[PATCH v7] pinctrl: imx27: imx27 pincontrol driver

Matt Sealey neko at bakuhatsu.net
Wed Nov 6 11:54:02 EST 2013


On Tue, Oct 29, 2013 at 11:00 AM, Linus Walleij
<linus.walleij at linaro.org> wrote:
> On Tue, Oct 29, 2013 at 7:32 AM, Markus Pargmann <mpa at pengutronix.de> wrote:
>
>> imx27 pincontrol driver using the imx1 core driver. The DT bindings are
>> similar to other imx pincontrol drivers.
>>
>> Signed-off-by: Markus Pargmann <mpa at pengutronix.de>
>> Acked-by: Sascha Hauer <s.hauer at pengutronix.de>
>> Acked-by: Shawn Guo <shawn.guo at linaro.org>
>> ---
>> Hi,
>>
>> another binding documentation update. The MUX_ID components are described more
>> detailed now.
>
> Patch tentatively applied unless someone has very fundamental
> issues with it, it stays in. I really want a full transfer of i.MX
> pin controllers to the subsystem, using device tree so we can
> get rid of the old i.MX cruft in arch/arm.

I think this is a rush-in patch. I actually read the manual last night
and found some serious weirdness.

The i.MX27 doesn't have a dedicated IOMUX controller so actually
having a whole separate node for it in the device tree - or even a
separate driver - makes very little sense. I understand pinctrl and
gpiolib are somewhat separated as software, but this is encoding a
Linuxism into the tree.

In fact, the binding will conflict with actual binding of the GPIO
(i.e. setting data, receiving interrupts) module since it's all one
register set, and the "fsl,imx27-iomuxc" compatible property does not
represent reality except to collect data in a different spot. There's
no reason for it except to cut the documentation and tree definition
in half, and have two nodes for Linux.

Would it be so bad to implement this as a regmap and have two drivers
access the same regmap on the Linux side? You don't need two nodes for
that, and the IOMUX definitions can live under the GPIO node. There is
NOTHING stopping two drivers on Linux matching the same compatible
property. Locking and coordination in software of a single IP block
used by two drivers shouldn't be arbitrated by the device tree.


● Problem to work on:
After locating the line with "This screenshot has height=269, width=599." below, output it and each following line exactly, stopping after the line with "pyautogui.click(x=<x>, y=<y>)". No pictures.

● Material to process:
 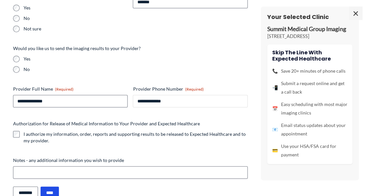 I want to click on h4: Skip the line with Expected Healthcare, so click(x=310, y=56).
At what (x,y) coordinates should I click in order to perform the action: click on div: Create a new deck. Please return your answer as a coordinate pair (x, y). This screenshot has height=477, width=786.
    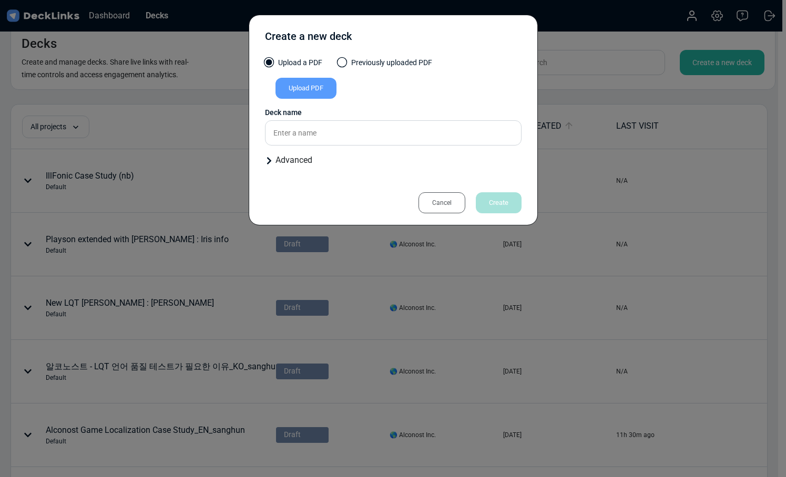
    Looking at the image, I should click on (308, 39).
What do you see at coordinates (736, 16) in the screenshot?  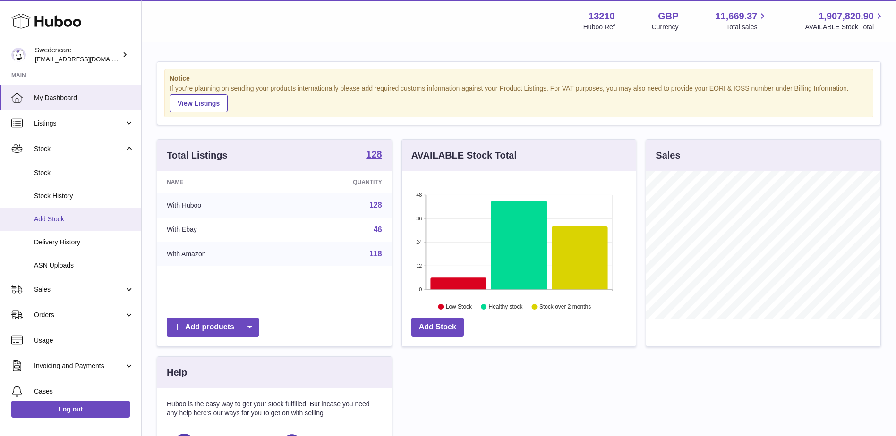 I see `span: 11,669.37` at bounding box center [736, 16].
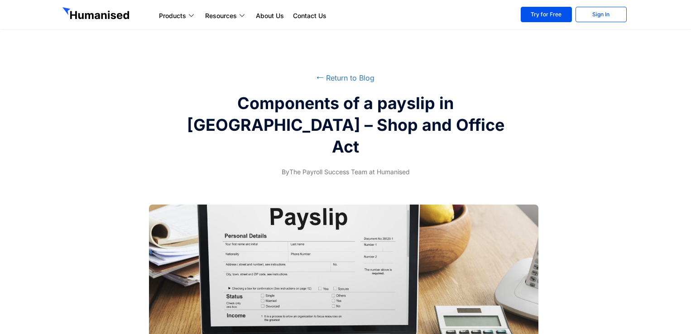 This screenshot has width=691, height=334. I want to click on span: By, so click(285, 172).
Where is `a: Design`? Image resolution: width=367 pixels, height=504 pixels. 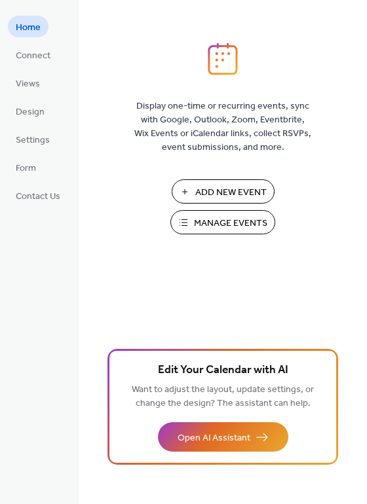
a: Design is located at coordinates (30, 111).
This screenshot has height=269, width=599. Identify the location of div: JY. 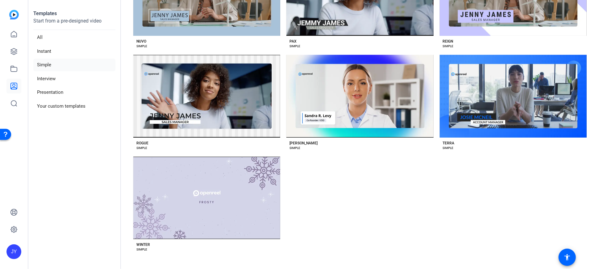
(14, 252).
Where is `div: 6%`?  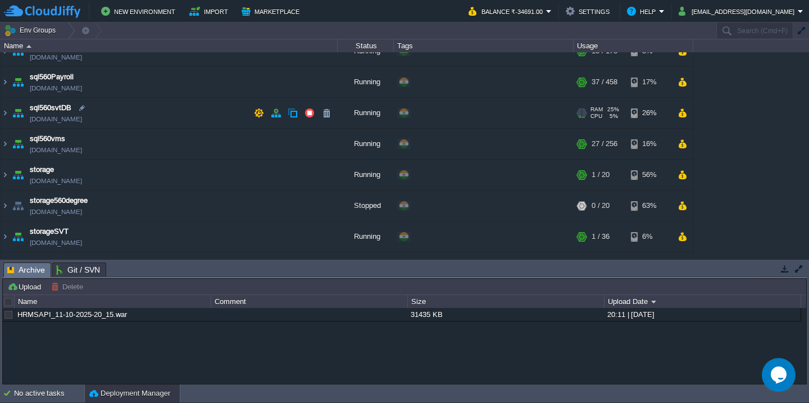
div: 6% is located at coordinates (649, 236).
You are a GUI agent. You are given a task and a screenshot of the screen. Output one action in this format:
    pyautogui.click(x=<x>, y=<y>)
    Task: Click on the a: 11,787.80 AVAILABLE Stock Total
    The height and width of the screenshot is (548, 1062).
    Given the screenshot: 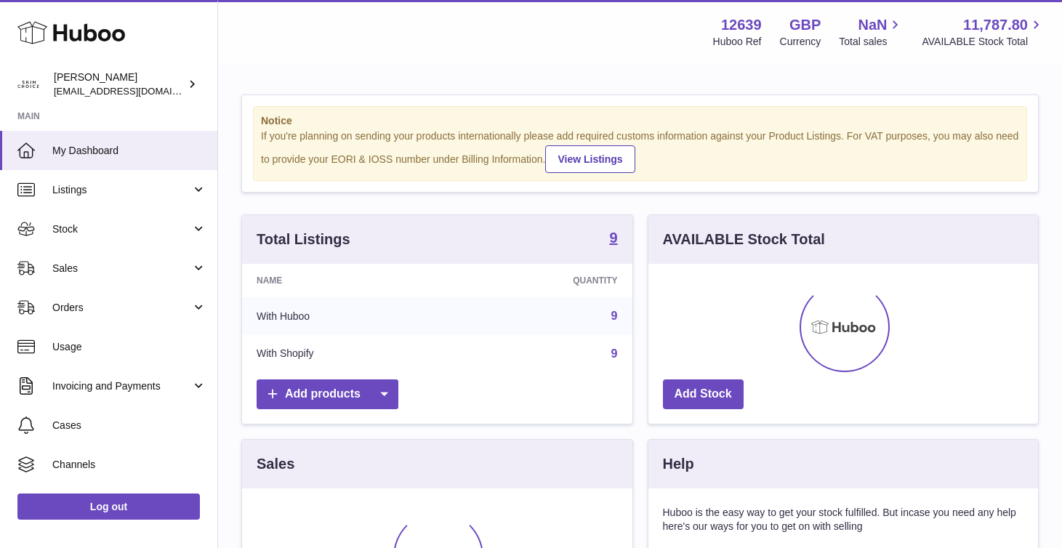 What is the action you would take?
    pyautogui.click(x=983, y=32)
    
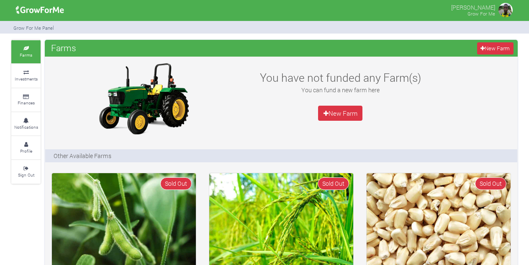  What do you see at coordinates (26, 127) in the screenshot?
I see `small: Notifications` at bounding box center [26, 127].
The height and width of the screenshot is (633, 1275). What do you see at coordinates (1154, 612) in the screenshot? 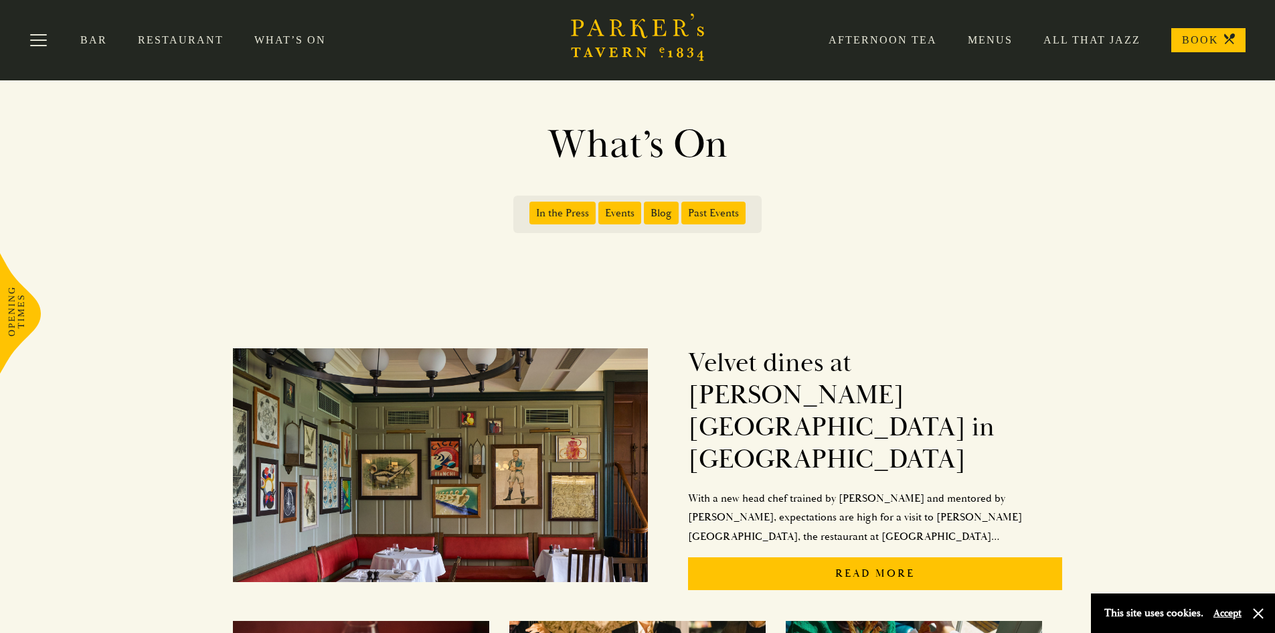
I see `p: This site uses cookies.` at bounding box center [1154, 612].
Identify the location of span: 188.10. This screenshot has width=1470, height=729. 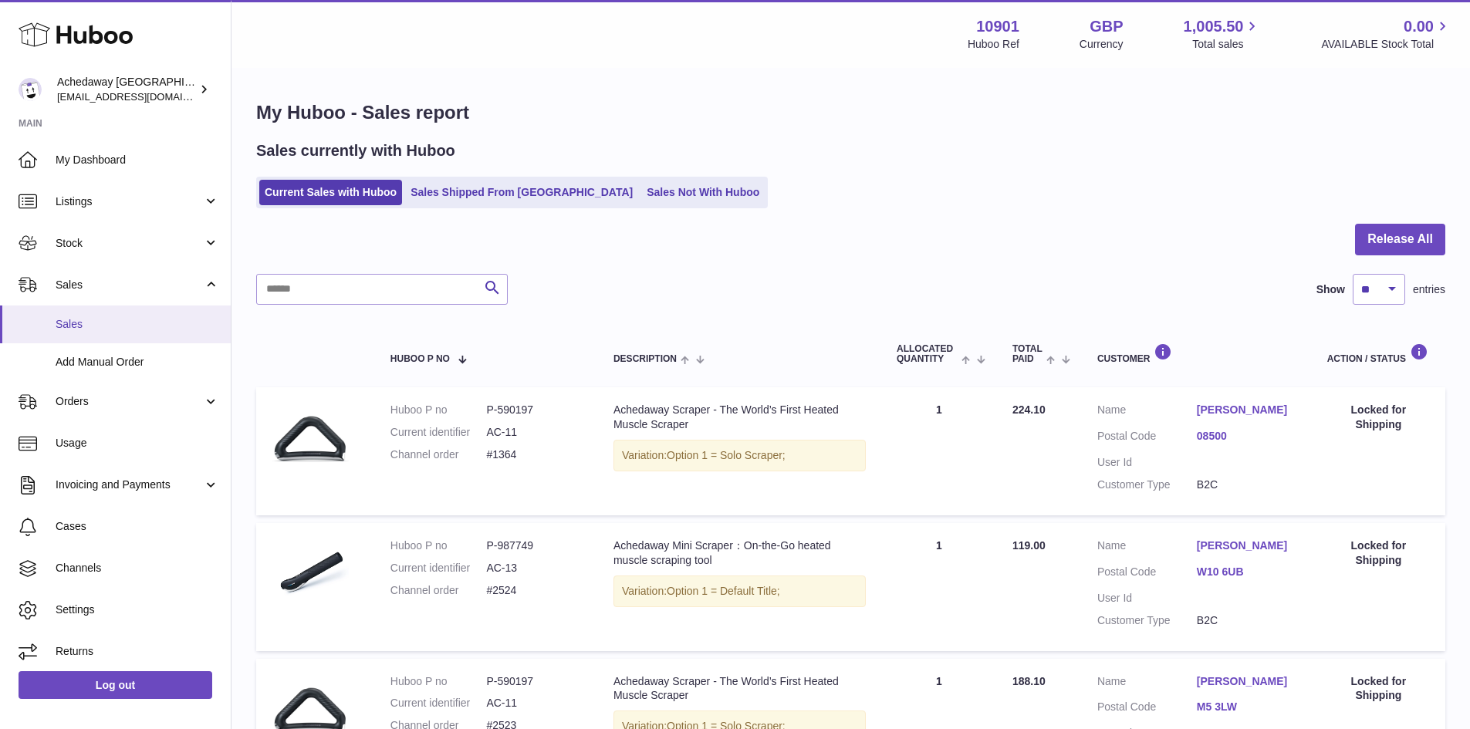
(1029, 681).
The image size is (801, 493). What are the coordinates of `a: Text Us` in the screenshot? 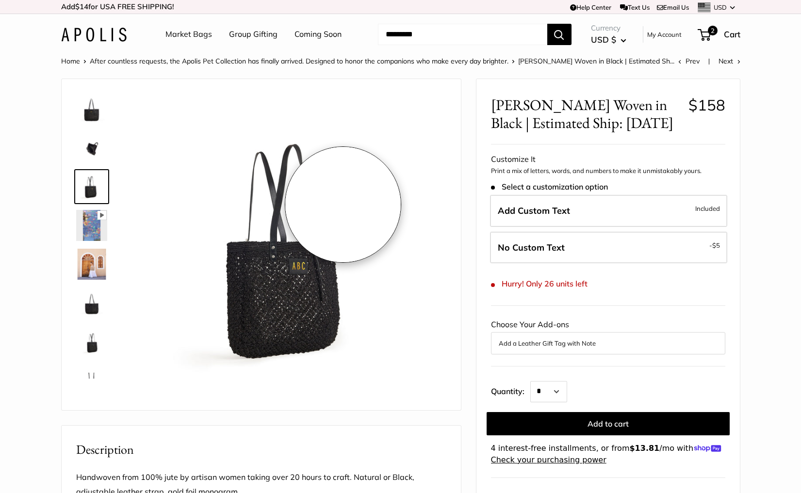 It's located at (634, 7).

● Expected answer:
This screenshot has height=269, width=599. Identify the location of div: JY. 
(14, 252).
Where is `div: 6%`?  
div: 6% is located at coordinates (649, 236).
You are a GUI agent. You are given a task and a screenshot of the screen. Output one action in this format:
    pyautogui.click(x=<x>, y=<y>)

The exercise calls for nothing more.